Keystone delay costs $100B yearly – by Sheldon Alberts (National Post – December 16, 2011)

The Toronto Star, has the largest circulation in Canada. The paper has an enormous impact on federal and Ontario politics as well as shaping public opinion.

The Obama administration’s ongoing delay approving the Keystone XL pipeline is a “tragedy” that is costing the North American economy thousands of jobs and up to $100 billion a year in economic benefit, TransCanada Corp.’s chief executive said Thursday.

“That’s the kind of economic stimulus that gets generated. I don’t think we can afford to continue to delay things like that,” TransCanada president and CEO Russ Girling said in an interview.

But even as he noted Keystone XL has undergone “the most rigorous review of a pipeline ever built anywhere in North America,” Girling told Postmedia News he wants no part of the current fight in Congress over speeding up a decision on his company’s $7 billion oilsands project.

Despite its initial disappointment with a State Department last month that delayed a ruling on a permit for Keystone XL until early 2013, Girling said TransCanada is comfortable working within the new timeline.

“Certainly we would like that to move as fast as possible. But our job is to do it as thoroughly as is required, and to do it right,” Girling said.

“At this point in time, I’m not focused on those things (in Congress) at all. I’m focused on building a pipeline.”

TransCanada announced new binding commitments Thursday to deliver oil through Keystone XL and said it will proceed – subject to regulatory approval — with an 80-kilometre extension of the pipeline to facilitate deliveries into Houston.

The continued commitment by customers to Keystone XL shows the persistent demand for a major oil pipeline and the market’s confidence that the 2,700 kilometre pipeline will eventually be approved, Girling said.

“Keystone is the logical gatherer of all that crude. The marketplace again has spoken and said this is the way we want to go about doing this and signed additional contracts,” he said. “Denial of the pipeline won’t stop the demands for crude oil in the Gulf Coast. They need to get it from someplace.”

Girling’s comments come in the wake of a bruising political fight in Washington over Republican legislation that would tie a quicker decision on Keystone XL to the extension of a tax relief bill favoured by President Barack Obama.

The president has vowed to veto a bill passed by the Republican-controlled House of Representatives that would force the State Department to decide on Keystone XL within 60 days.

House Republicans and Senate Democrats were in talks on Thursday about finding a compromise, with the White House still urging the Keystone XL provision be stripped from legislation to extend payroll tax cuts to about 160 million Americans.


Could you give the data that follows again exactly, without its pictures?

▽

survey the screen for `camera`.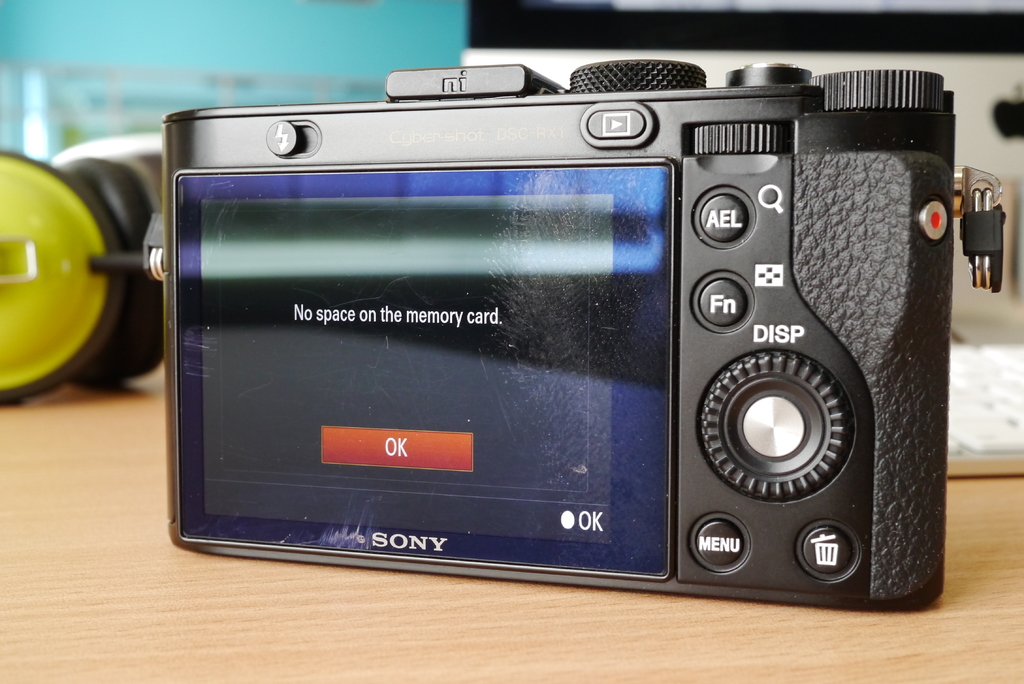
Survey found: pyautogui.locateOnScreen(159, 58, 956, 614).
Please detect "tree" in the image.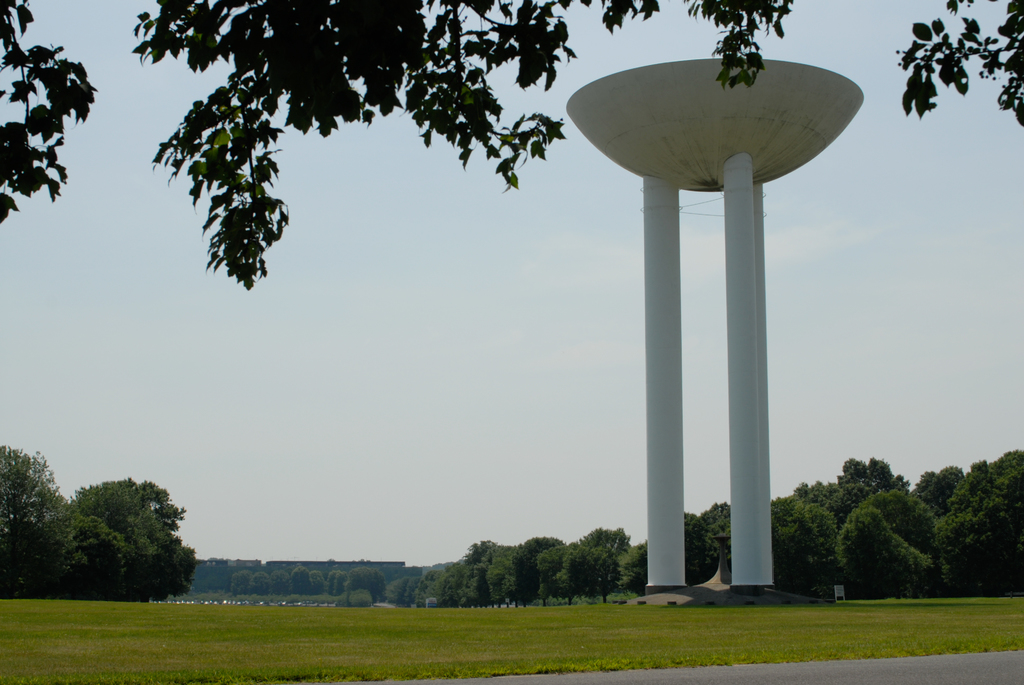
{"left": 0, "top": 447, "right": 195, "bottom": 602}.
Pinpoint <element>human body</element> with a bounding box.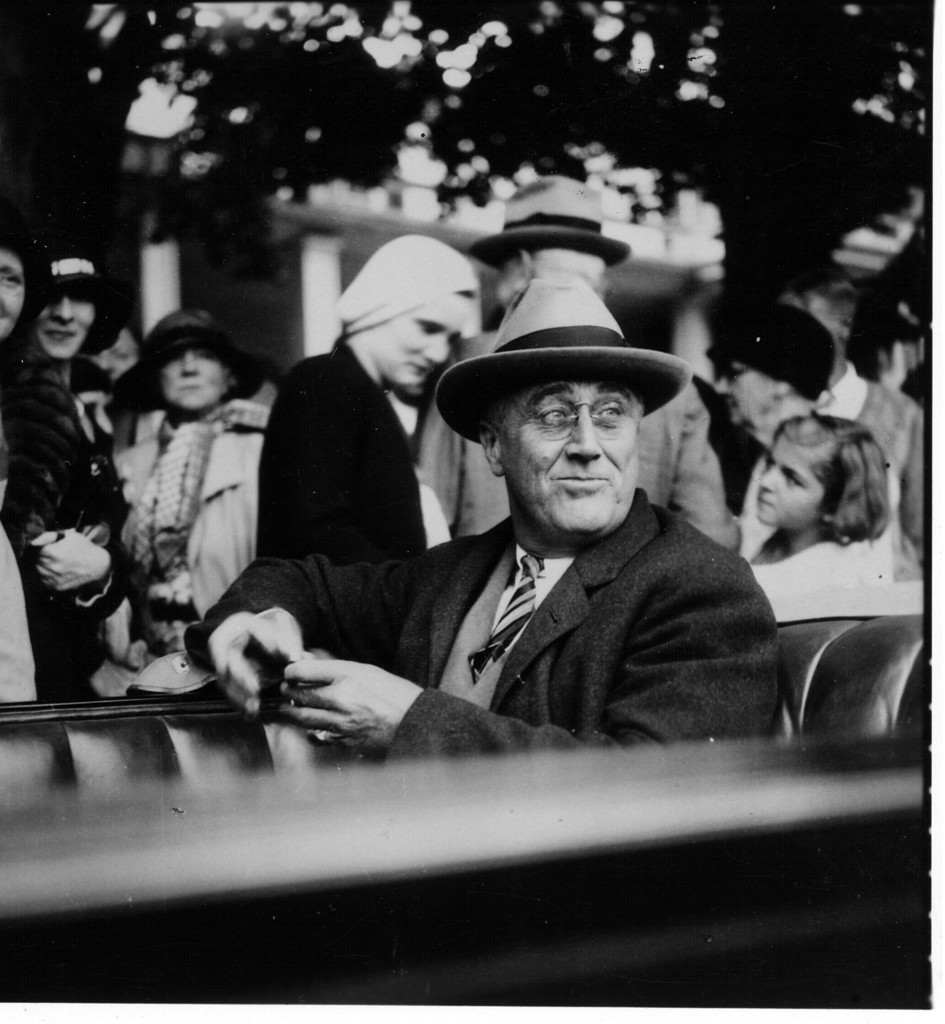
detection(2, 235, 133, 697).
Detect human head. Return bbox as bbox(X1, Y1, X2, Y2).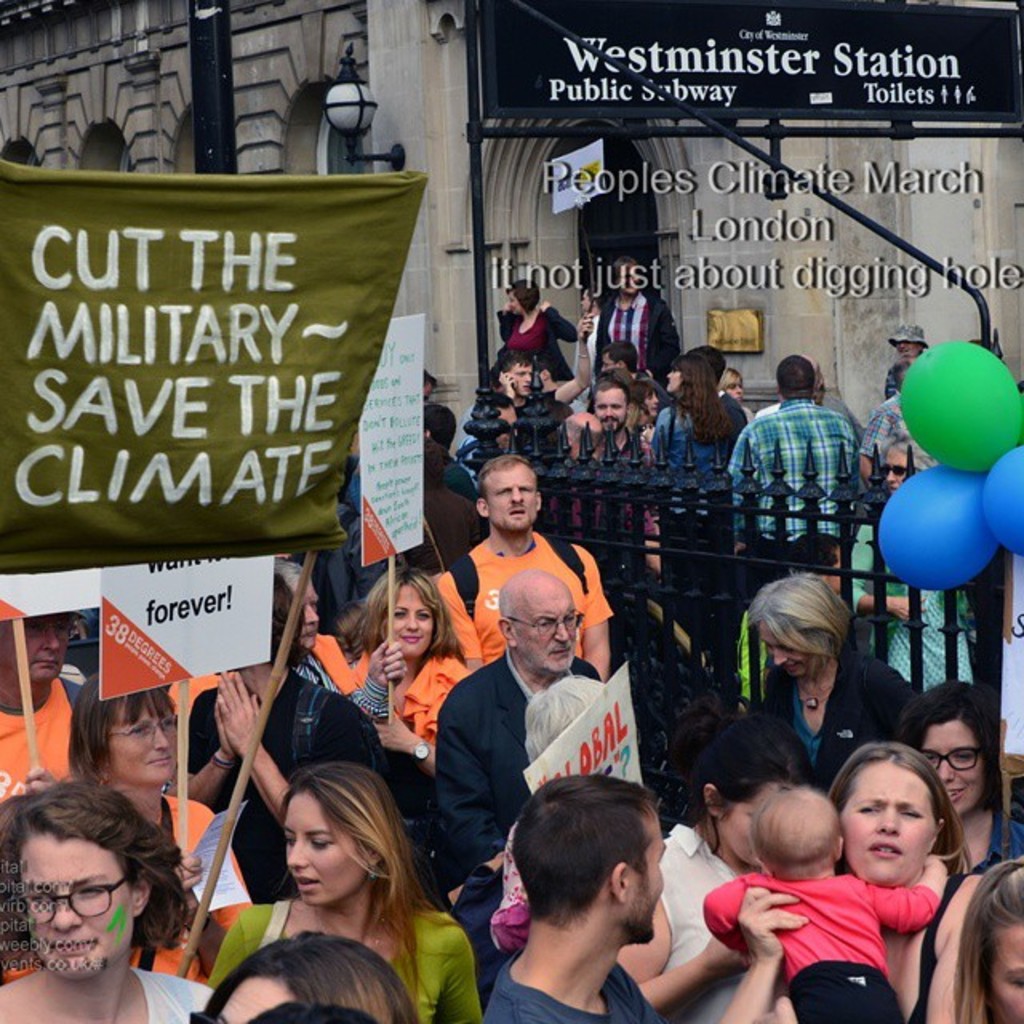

△

## Response to this task
survey the screen for `camera`.
Survey found: pyautogui.locateOnScreen(159, 58, 956, 614).
Please detect "tree" in the image.
{"left": 0, "top": 447, "right": 195, "bottom": 602}.
Pinpoint <element>human body</element> with a bounding box.
detection(2, 235, 133, 697).
Detect human head. Return bbox as bbox(X1, Y1, X2, Y2).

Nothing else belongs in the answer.